When filmmaker Richard Kelly made his feature directorial debut “Donnie Darko” in 2001, it caused a stir in the arthouse world. “Donnie Darko” quickly accumulated a passionate cult who fell in love with its unbalanced hero (Jake Gyllenhaal) and its twisted time-travel plot. It was a combination psychological horror film and bizarro indie coming-of-age-in-the-1980s tale. Unsurprisingly, it only took a few additional years for “Donnie Darko” to become a regular staple on the midnight movie circuit, with fans dressing up as the film’s enigmatic Frank the Bunny on Halloween.
The cult success of “Donnie Darko,” however, seemingly went to Kelly’s head as he appeared to become very, very convinced of his own importance as a new artistic voice in the indie film world. It took five years, but he eventually returned to theaters with the utterly gonzo “Southland Tales,” an epic and ambitious film about the horrors of the George W. Bush administration. “Southland Tales” boasted a huge cast and told a story of a near future where porn was the world’s biggest commodity, war was ranging everywhere, and time-traveling rebel groups congregated in Venice, California. The film notoriously bombed and its quality is hotly contested. Some critics love its ambition, while others bristle as its sloppy, sprawling narrative and weird ideas.
After that, Kelly was humbled and scaled back his ideas a little bit. In 2009, he returned with his third (and, to date, most recent) feature film “The Box.” Based on the short story “Button, Button” by regular “Twilight Zone” contributor Richard Matheson, “The Box” starred James Marsden and Cameron Diaz as an average suburban couple in 1976 who receive a … mysterious offer from the equally mysterious fellow named Arlington Steward (Frank Langella).
“The Box” must have also humbled Kelly, as the $30 million movie barely broke even at the box office.
The Box barely broke even at the box office
Matheson’s original story was published in Playboy in 1970 and featured a tantalizing premise: a woman named Norma is visited by a stranger holding a wooden box with a button on it. The stranger explains that if she pushes the button, she will receive $50,000, but also that someone she doesn’t know will die. Norma pushes the button, and receives the $50k … but as an insurance payment after her husband dies. Norma points out that the death was supposed to be someone she didn’t know. The ironic response: “Did you really know your husband?”
“The Box” expands the premise slightly. Norma (Diaz) and her husband Arthur (Marsden) both have high profile jobs that they are on the cusp of losing. (She’s a professor and he designs cameras for Mars probes.) The mysterious stranger, Arlington Steward, arrives with the titular box, sporting a large red button on it. The cash offer is now $1 million and they have 24 hours to decide if they want to kill someone they don’t know.
Norma pushes the button without Arthur’s consent, leading to a wild dash to return the $1 million prize, but also a deep investigation into who Arlington might be, who he might be working for, and how the button works. There are all kinds of weird shadowy conspiracies and secret spies in Norma’s and Arthur’s lives, including a revelation involving advanced alien technology. There are also a few repetitions of the old saw about super-advanced technology looking like magic to more primitive individuals.
There is then another ethical choice involving Arthur and Norma’s son (who has been injured in an accident), a magical button that can restore him, and the need for a blood sacrifice. It all connects to a “Twilight Zone” or “Star Trek”-like alien plot about humanity’s moral worth.
The Box wasn’t well-reviewed either
“The Box” wasn’t well-reviewed (although it certainly has its defenders). Most critics felt that Kelly’s film was padded and nonsensical, unduly expanding on its very simple sci-fi premise. Incidentally, “Button, Button” also served as the inspiration for an episode of the 1985 revival of “The Twilight Zone” directed by Peter Medak. That version starred Mare Winningham and Brad Davis. “The Box,” meanwhile, only has a middling 42% approval rating on Rotten Tomatoes based on 153 reviews. Peter Bradshaw, writing for The Guardian, gave the film one star, calling it a “pop video to a prog-rock track from hell, padding things out to feature length with all sorts of incredible gibberish and extraneous nonsense.”
The premise of “The Box” was never meant to sustain a feature film or any lengthy narrative, really. Indeed, the story only serves as an invitation for discussion, a dramatization of the Trolley Problem. If you could instantly receive a huge, tax-free cash windfall, but you would have to murder a stranger by proxy, would you do it? And if you accepted, what sort of ironic cosmic fate would you be welcoming onto yourself (as such decisions cannot be made with some sort of karma at play)?
Kelly has only produced one film since “The Box” came out (the 2010 action/comedy film “Operation: Endgame”) and has put several ambitious films into production, only for all of them to stall out. Kelly once said he would like to make a sequel to “Donnie Darko,” but admitted he doesn’t have the rights to do so; the extant sequel “S. Darko” was made without his input. Whether or not Kelly will re-emerge in the pop consciousness remains to be seen, but until further notice “The Box” remains his final film as a director.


• **Exercise instructions**: Only the lines from the one containing "Locate an element on the screen. This" to the end of the data below belong in the answer, each repeated exactly; no pictures.

• **Records from a collection**:
━━━━━━━━

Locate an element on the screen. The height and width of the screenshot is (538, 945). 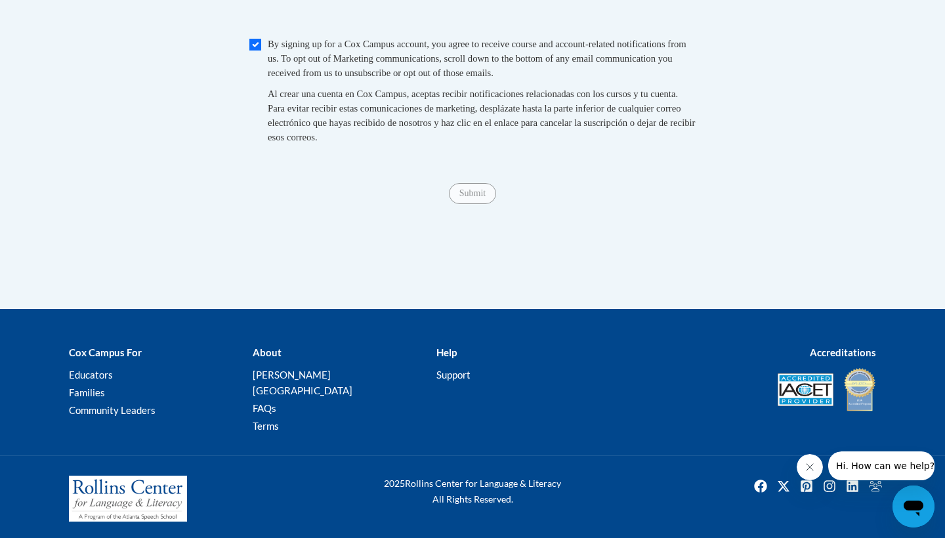
img: Rollins Center for Language & Literacy - A Program of the Atlanta Speech School is located at coordinates (128, 499).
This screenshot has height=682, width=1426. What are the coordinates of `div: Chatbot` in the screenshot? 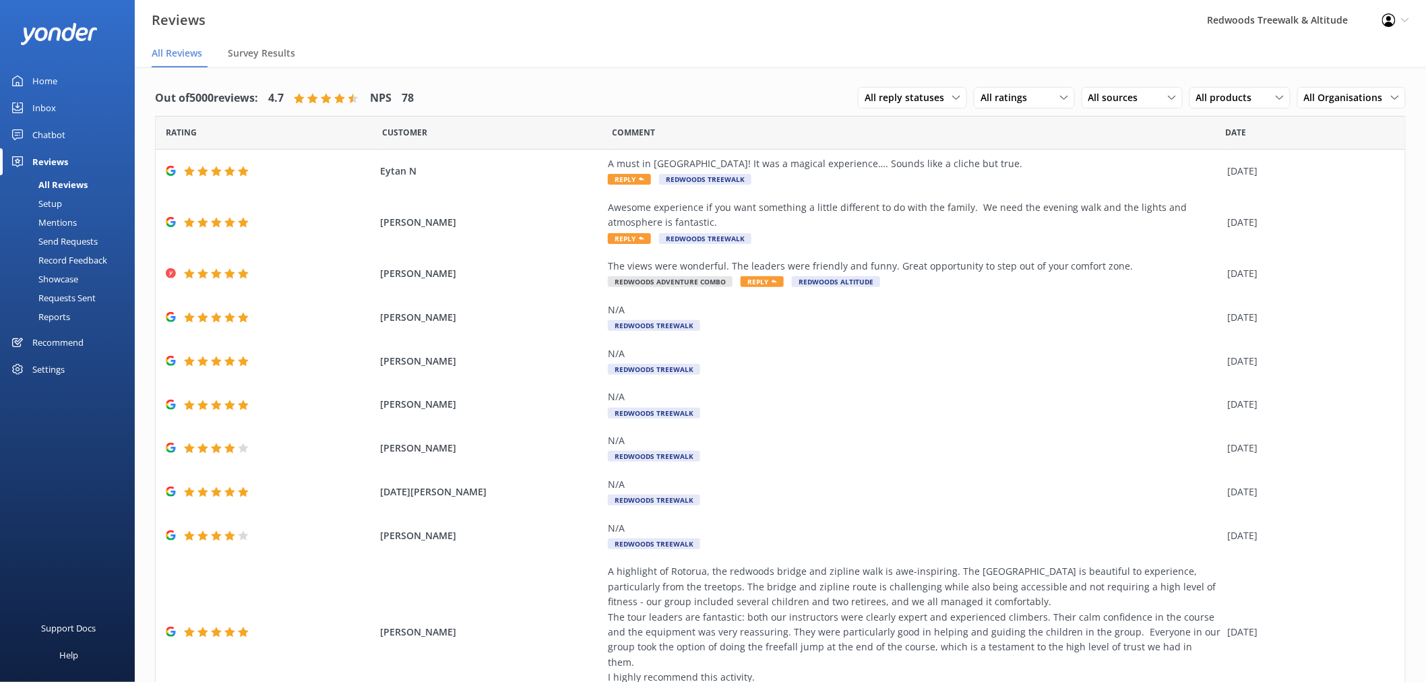 It's located at (49, 135).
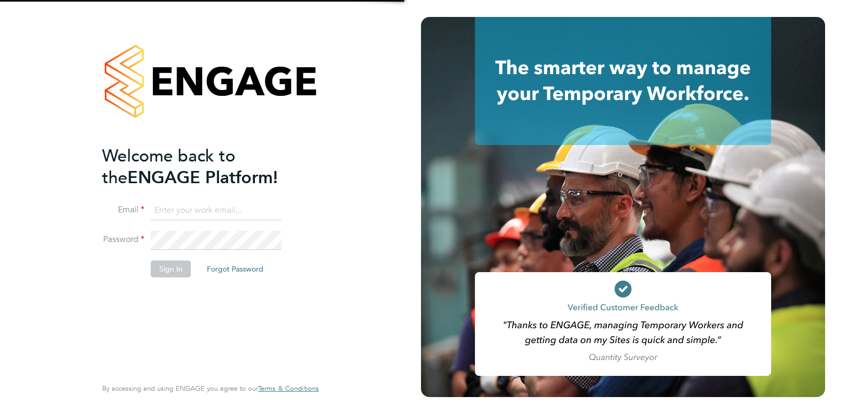 This screenshot has width=842, height=414. What do you see at coordinates (171, 269) in the screenshot?
I see `button: Sign In` at bounding box center [171, 269].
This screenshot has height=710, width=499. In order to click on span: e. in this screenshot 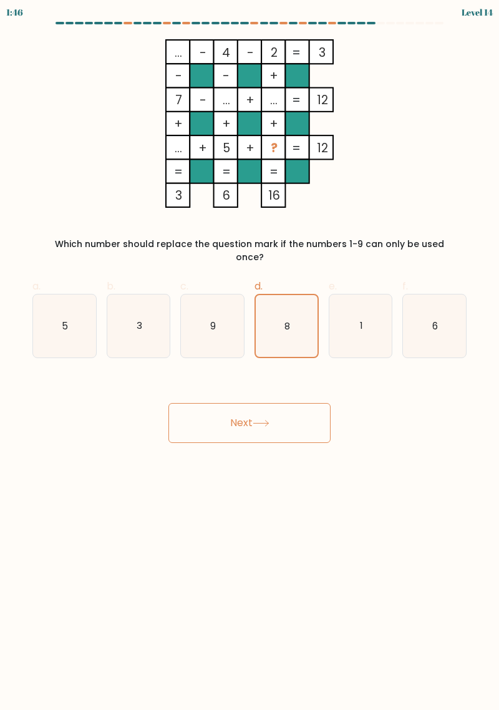, I will do `click(333, 286)`.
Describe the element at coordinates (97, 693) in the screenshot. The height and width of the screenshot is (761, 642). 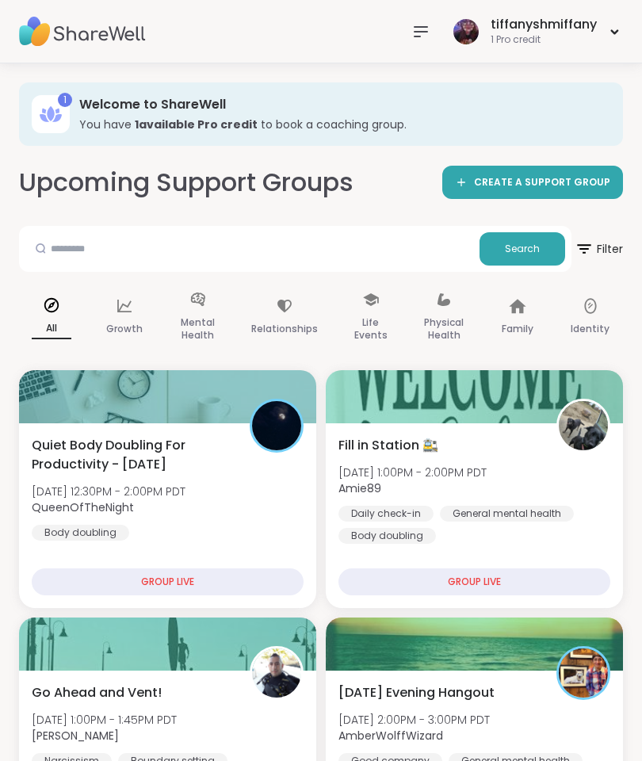
I see `span: Go Ahead and Vent!` at that location.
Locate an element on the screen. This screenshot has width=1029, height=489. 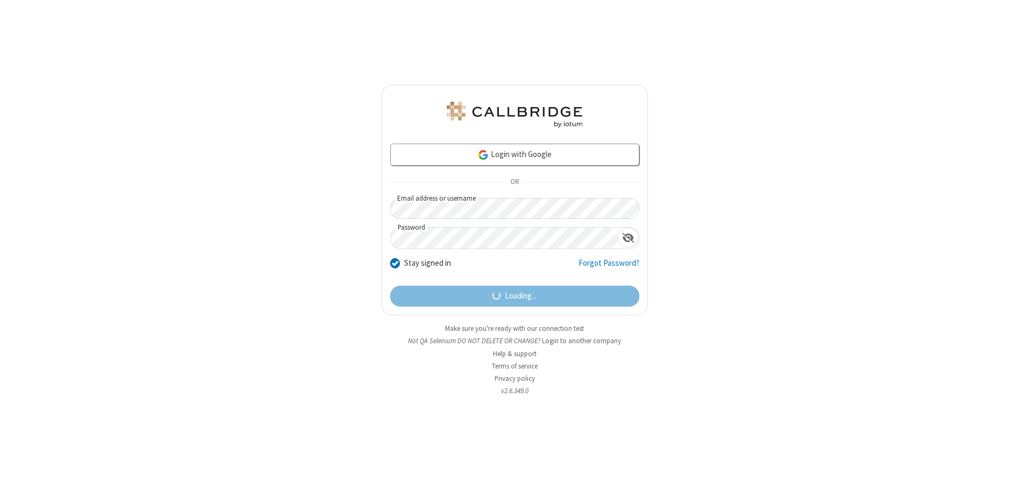
a: Privacy policy is located at coordinates (514, 378).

━━━━━━━━

• **Answer box**:
Locate an element on the screen. This screenshot has width=1029, height=489. 
a: Privacy policy is located at coordinates (514, 378).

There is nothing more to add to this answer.